ETHICS IN COMPETENCY MODELS: A FRAMEWORK TOWARDS DEVELOPING ETHICAL BEHAVIOUR IN ORGANISATIONS
Employees’ ethical standards and competency are considered important issues confronting businesses and society. There is an increased drive for ethical competency among employees. Competency models describe desired behaviours, skills, and attributes intended to facilitate the achievement of organisational goals by aligning individual behaviours to organisationally expected behaviours. Including ethical competence in an organisation’s competency model would help employees change past habits and norms, evaluate situations, and assess the implications of decisions. By including ethical competency in the competency frameworks, organisations can drive the desired coherence and consistency by defining the “how” of effective performance.

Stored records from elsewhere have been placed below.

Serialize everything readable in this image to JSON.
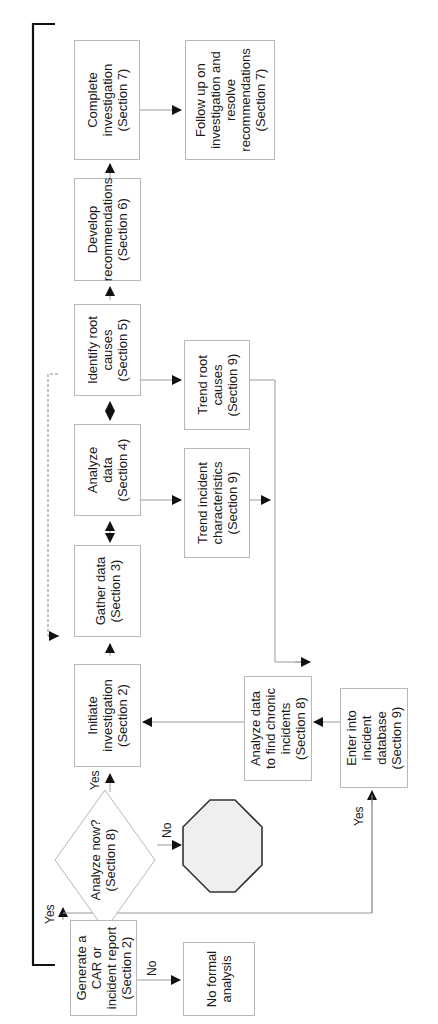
{
  "title": {
    "line1": "SOURCE™ Methodology Flowchart",
    "line2": "Overall Incident Investigation Program Management System (Section 10)"
  },
  "nodes": {
    "generate_report": "Generate a\nCAR or\nincident report\n(Section 2)",
    "no_formal_analysis": "No formal\nanalysis",
    "analyze_now": "Analyze now?\n(Section 8)",
    "stop": "",
    "initiate_investigation": "Initiate\ninvestigation\n(Section 2)",
    "gather_data": "Gather data\n(Section 3)",
    "analyze_data": "Analyze\ndata\n(Section 4)",
    "identify_root_causes": "Identify root\ncauses\n(Section 5)",
    "develop_recommendations": "Develop\nrecommendations\n(Section 6)",
    "complete_investigation": "Complete\ninvestigation\n(Section 7)",
    "follow_up": "Follow up on\ninvestigation and\nresolve\nrecommendations\n(Section 7)",
    "trend_incident_characteristics": "Trend incident\ncharacteristics\n(Section 9)",
    "trend_root_causes": "Trend root\ncauses\n(Section 9)",
    "analyze_chronic": "Analyze data\nto find chronic\nincidents\n(Section 8)",
    "enter_database": "Enter into\nincident\ndatabase\n(Section 9)"
  },
  "edge_labels": {
    "report_yes": "Yes",
    "report_no": "No",
    "analyze_now_yes": "Yes",
    "analyze_now_no": "No",
    "database_yes": "Yes"
  },
  "colors": {
    "box_border": "#b8b8b8",
    "line": "#9a9a9a",
    "arrow": "#111111",
    "frame": "#111111",
    "stop_fill": "#efefef",
    "stop_border": "#333333"
  }
}
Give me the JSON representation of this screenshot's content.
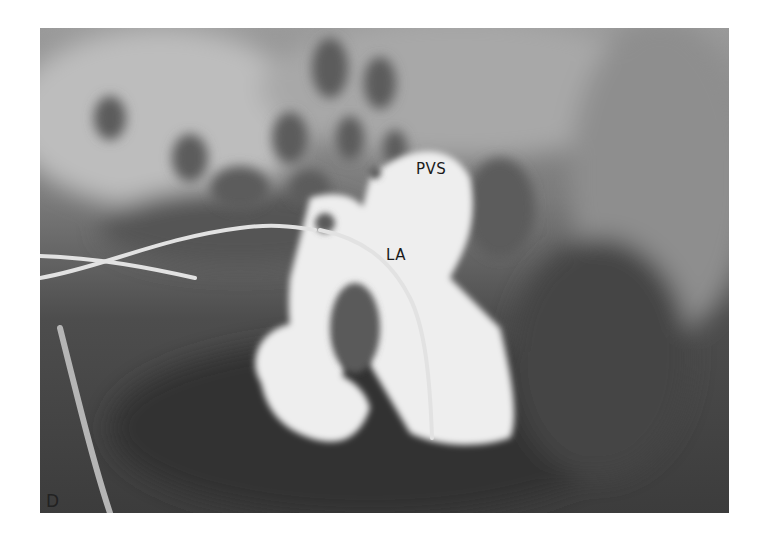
{
  "figure": {
    "panel_label": "D",
    "annotations": [
      {
        "id": "pvs",
        "text": "PVS"
      },
      {
        "id": "la",
        "text": "LA"
      }
    ]
  }
}
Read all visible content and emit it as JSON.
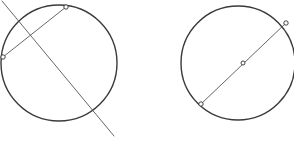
{
  "figure": {
    "background_color": "#ffffff",
    "stroke_color": "#3a3a3a",
    "secant_color": "#55555a",
    "marker_fill": "#ffffff",
    "marker_stroke": "#2f2f2f",
    "width": 294,
    "height": 143
  },
  "panels": [
    {
      "id": "left-panel",
      "name": "circle-with-secant",
      "caption": "",
      "circle": {
        "name": "left-circle",
        "cx": 59,
        "cy": 63,
        "r": 58,
        "stroke_width": 1.4
      },
      "chord": {
        "name": "left-chord",
        "x1": 3,
        "y1": 57,
        "x2": 66,
        "y2": 7,
        "stroke_width": 0.9
      },
      "secant": {
        "name": "left-secant-line",
        "x1": 2,
        "y1": 1,
        "x2": 114,
        "y2": 136,
        "stroke_width": 0.9
      },
      "points": [
        {
          "name": "chord-endpoint-left",
          "x": 3,
          "y": 57,
          "r": 2.2
        },
        {
          "name": "chord-endpoint-top",
          "x": 66,
          "y": 7,
          "r": 2.2
        }
      ]
    },
    {
      "id": "right-panel",
      "name": "circle-with-diameter-chord",
      "caption": "",
      "circle": {
        "name": "right-circle",
        "cx": 238,
        "cy": 63,
        "r": 57,
        "stroke_width": 1.4
      },
      "chord": {
        "name": "right-chord",
        "x1": 201,
        "y1": 104,
        "x2": 286,
        "y2": 23,
        "stroke_width": 0.9
      },
      "points": [
        {
          "name": "chord-endpoint-lower-left",
          "x": 201,
          "y": 104,
          "r": 2.2
        },
        {
          "name": "chord-midpoint",
          "x": 243,
          "y": 63,
          "r": 2.0
        },
        {
          "name": "chord-endpoint-upper-right",
          "x": 286,
          "y": 23,
          "r": 2.2
        }
      ]
    }
  ],
  "captions": {
    "left": "",
    "right": ""
  }
}
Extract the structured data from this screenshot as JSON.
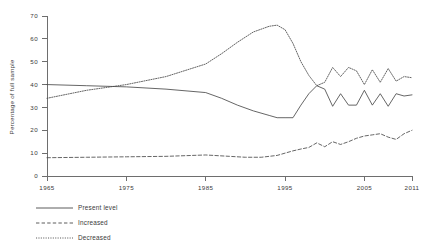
{
  "chart_data": {
    "type": "line",
    "title": "",
    "subtitle": "",
    "xlabel": "",
    "ylabel": "Percentage of full sample",
    "xlim": [
      1965,
      2011
    ],
    "ylim": [
      0,
      70
    ],
    "grid": false,
    "legend_position": "below-left",
    "x_ticks": [
      1965,
      1975,
      1985,
      1995,
      2005,
      2011
    ],
    "x_tick_labels": [
      "1965",
      "1975",
      "1985",
      "1995",
      "2005",
      "2011"
    ],
    "y_ticks": [
      0,
      10,
      20,
      30,
      40,
      50,
      60,
      70
    ],
    "y_tick_labels": [
      "0",
      "10",
      "20",
      "30",
      "40",
      "50",
      "60",
      "70"
    ],
    "series": [
      {
        "name": "Present level",
        "style": "solid",
        "color": "#4a4a4a",
        "x": [
          1965,
          1970,
          1975,
          1980,
          1985,
          1987,
          1989,
          1991,
          1993,
          1994,
          1995,
          1996,
          1997,
          1998,
          1999,
          2000,
          2001,
          2002,
          2003,
          2004,
          2005,
          2006,
          2007,
          2008,
          2009,
          2010,
          2011
        ],
        "values": [
          40,
          39.5,
          39,
          38,
          36.5,
          34,
          31,
          28.5,
          26.5,
          25.5,
          25.5,
          25.5,
          31,
          36,
          39.5,
          38,
          30.5,
          36,
          31,
          31,
          37.5,
          31,
          36,
          30.5,
          36,
          35,
          35.5
        ]
      },
      {
        "name": "Increased",
        "style": "dashed",
        "color": "#4a4a4a",
        "x": [
          1965,
          1970,
          1975,
          1980,
          1985,
          1988,
          1990,
          1992,
          1994,
          1995,
          1996,
          1997,
          1998,
          1999,
          2000,
          2001,
          2002,
          2003,
          2004,
          2005,
          2006,
          2007,
          2008,
          2009,
          2010,
          2011
        ],
        "values": [
          8,
          8.2,
          8.4,
          8.6,
          9.2,
          8.6,
          8.2,
          8.2,
          9,
          10,
          11,
          11.8,
          12.5,
          14.5,
          12.8,
          15,
          13.8,
          15,
          16.5,
          17.5,
          18,
          18.5,
          17,
          16,
          18.5,
          20
        ]
      },
      {
        "name": "Decreased",
        "style": "dotted",
        "color": "#4a4a4a",
        "x": [
          1965,
          1970,
          1975,
          1980,
          1985,
          1987,
          1989,
          1991,
          1993,
          1994,
          1995,
          1996,
          1997,
          1998,
          1999,
          2000,
          2001,
          2002,
          2003,
          2004,
          2005,
          2006,
          2007,
          2008,
          2009,
          2010,
          2011
        ],
        "values": [
          34,
          37.5,
          40,
          43.5,
          49,
          53.5,
          58.5,
          63,
          65.5,
          66,
          64,
          58,
          50,
          44,
          39.5,
          41,
          47.5,
          43.5,
          47.5,
          46,
          40,
          46.5,
          41,
          47,
          41.5,
          43.5,
          43
        ]
      }
    ],
    "legend": [
      {
        "label": "Present level",
        "style": "solid"
      },
      {
        "label": "Increased",
        "style": "dashed"
      },
      {
        "label": "Decreased",
        "style": "dotted"
      }
    ]
  }
}
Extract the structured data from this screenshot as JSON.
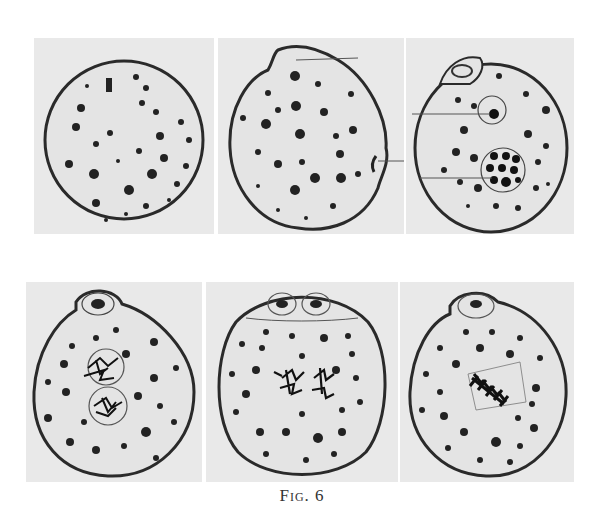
{
  "figure": {
    "caption": "Fig. 6",
    "rows": [
      {
        "panels": [
          {
            "id": "a",
            "description": "Round cell with scattered chromatin granules"
          },
          {
            "id": "b",
            "description": "Cell with protrusion and lateral indentation; two pointer lines"
          },
          {
            "id": "c",
            "description": "Cell with polar bud, nucleolus circle and granular vacuole; two pointer lines"
          }
        ]
      },
      {
        "panels": [
          {
            "id": "d",
            "description": "Cell with bud and two nuclei containing tangled chromatin"
          },
          {
            "id": "e",
            "description": "Cell with two polar bodies and paired chromatin masses"
          },
          {
            "id": "f",
            "description": "Cell with polar bud and metaphase chromosome plate"
          }
        ]
      }
    ]
  }
}
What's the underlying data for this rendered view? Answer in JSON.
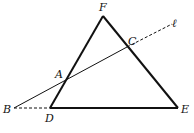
{
  "diagram": {
    "type": "geometry",
    "triangle": {
      "vertices": [
        "D",
        "E",
        "F"
      ]
    },
    "points": [
      {
        "id": "F",
        "label": "F",
        "x": 103,
        "y": 16,
        "lx": 99,
        "ly": 11
      },
      {
        "id": "D",
        "label": "D",
        "x": 50,
        "y": 108,
        "lx": 45,
        "ly": 122
      },
      {
        "id": "E",
        "label": "E",
        "x": 178,
        "y": 108,
        "lx": 181,
        "ly": 113
      },
      {
        "id": "C",
        "label": "C",
        "x": 127,
        "y": 47,
        "lx": 128,
        "ly": 45
      },
      {
        "id": "A",
        "label": "A",
        "x": 66,
        "y": 80,
        "lx": 55,
        "ly": 78
      },
      {
        "id": "B",
        "label": "B",
        "x": 14,
        "y": 108,
        "lx": 3,
        "ly": 113
      }
    ],
    "line_label": {
      "label": "ℓ",
      "x": 173,
      "y": 27
    },
    "segments": [
      {
        "from": "D",
        "to": "F",
        "style": "solid-thick"
      },
      {
        "from": "F",
        "to": "E",
        "style": "solid-thick"
      },
      {
        "from": "D",
        "to": "E",
        "style": "solid-thick"
      },
      {
        "from": "B",
        "to": "C",
        "style": "solid-thin"
      },
      {
        "from": "C",
        "to": "ℓ",
        "style": "dashed"
      },
      {
        "from": "B",
        "to": "D",
        "style": "dashed"
      }
    ]
  }
}
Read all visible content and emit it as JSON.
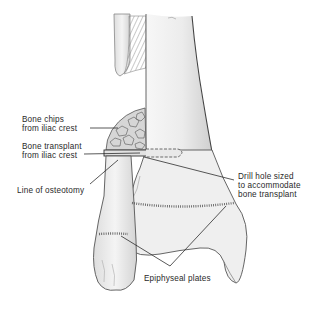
{
  "figure": {
    "colors": {
      "background": "#ffffff",
      "bone_fill": "#eeeeee",
      "bone_outline": "#555555",
      "label_text": "#2a2a2a",
      "leader_line": "#222222"
    }
  },
  "labels": {
    "bone_chips": {
      "line1": "Bone chips",
      "line2": "from iliac crest"
    },
    "bone_transplant": {
      "line1": "Bone transplant",
      "line2": "from iliac crest"
    },
    "osteotomy": {
      "line1": "Line of osteotomy"
    },
    "drill_hole": {
      "line1": "Drill hole sized",
      "line2": "to accommodate",
      "line3": "bone transplant"
    },
    "epiphyseal": {
      "line1": "Epiphyseal plates"
    }
  }
}
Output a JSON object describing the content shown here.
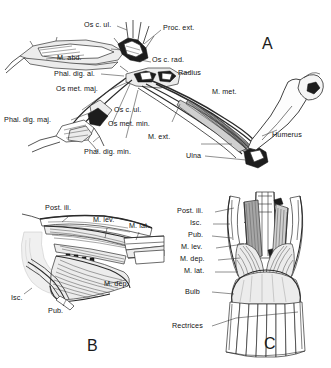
{
  "figure": {
    "kind": "anatomical-line-drawing",
    "panels": [
      {
        "id": "A",
        "letter": "A",
        "caption": "",
        "labels": [
          {
            "key": "os_c_ul_top",
            "text": "Os c. ul."
          },
          {
            "key": "proc_ext",
            "text": "Proc. ext."
          },
          {
            "key": "m_abd",
            "text": "M. abd."
          },
          {
            "key": "os_c_rad",
            "text": "Os c. rad."
          },
          {
            "key": "phal_dig_al",
            "text": "Phal. dig. al."
          },
          {
            "key": "radius",
            "text": "Radius"
          },
          {
            "key": "os_met_maj",
            "text": "Os met. maj."
          },
          {
            "key": "m_met",
            "text": "M. met."
          },
          {
            "key": "os_c_ul_mid",
            "text": "Os c. ul."
          },
          {
            "key": "phal_dig_maj",
            "text": "Phal. dig. maj."
          },
          {
            "key": "os_met_min",
            "text": "Os met. min."
          },
          {
            "key": "m_ext",
            "text": "M. ext."
          },
          {
            "key": "humerus",
            "text": "Humerus"
          },
          {
            "key": "phal_dig_min",
            "text": "Phal. dig. min."
          },
          {
            "key": "ulna",
            "text": "Ulna"
          }
        ]
      },
      {
        "id": "B",
        "letter": "B",
        "caption": "",
        "labels": [
          {
            "key": "post_ili",
            "text": "Post. ili."
          },
          {
            "key": "m_lev",
            "text": "M. lev."
          },
          {
            "key": "m_lat",
            "text": "M. lat."
          },
          {
            "key": "m_dep",
            "text": "M. dep."
          },
          {
            "key": "isc",
            "text": "Isc."
          },
          {
            "key": "pub",
            "text": "Pub."
          }
        ]
      },
      {
        "id": "C",
        "letter": "C",
        "caption": "",
        "labels": [
          {
            "key": "post_ili",
            "text": "Post. ili."
          },
          {
            "key": "isc",
            "text": "Isc."
          },
          {
            "key": "pub",
            "text": "Pub."
          },
          {
            "key": "m_lev",
            "text": "M. lev."
          },
          {
            "key": "m_dep",
            "text": "M. dep."
          },
          {
            "key": "m_lat",
            "text": "M. lat."
          },
          {
            "key": "bulb",
            "text": "Bulb"
          },
          {
            "key": "rectrices",
            "text": "Rectrices"
          }
        ]
      }
    ],
    "colors": {
      "background": "#ffffff",
      "ink": "#1a1a1a",
      "leader": "#333333",
      "muscle_light": "#ececec",
      "muscle_mid": "#cfcfcf",
      "muscle_dark": "#a6a6a6"
    }
  }
}
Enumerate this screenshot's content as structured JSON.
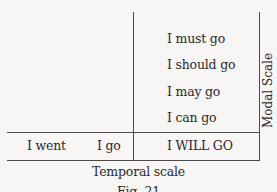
{
  "diagram": {
    "modal_items": [
      "I must go",
      "I should go",
      "I may go",
      "I can go"
    ],
    "temporal_items": [
      "I went",
      "I go",
      "I WILL GO"
    ],
    "temporal_axis_label": "Temporal scale",
    "modal_axis_label": "Modal Scale",
    "caption": "Fig. 21"
  }
}
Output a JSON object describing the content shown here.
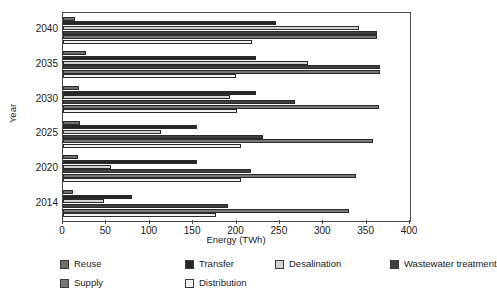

However, research on developing frameworks to foster ethical competence is scant. Given that employees’ ethical behaviour has become the sine qua non for organisations, it is surprising to see the absence of ethical competency in organisations’ competency models.
Adopting qualitative research based on two separate studies with the heads of HR in twenty-one industries across Indian and South-East Asian organisations, we asked the primary research question: Why is ethical competency absent from competency frameworks of most organisations and given the absence, how do organisations inculcate ethical behaviour within their workforce?
The study identified three core reasons for the absence of ethics in competency models (i.e., ideation, conceptualisation, and implementation challenges). Respondents indicated that ethics was not a competency but a basic hygiene expectation; and ethical behaviour was context-dependent and challenging to conceptualise and assess. Further, the tools to measure ethical competencies are either missing or not robust enough to use on a large scale. Basis our study, we propose a framework for fostering ethical behaviour among employees. Implications of the research for theory and practice are discussed.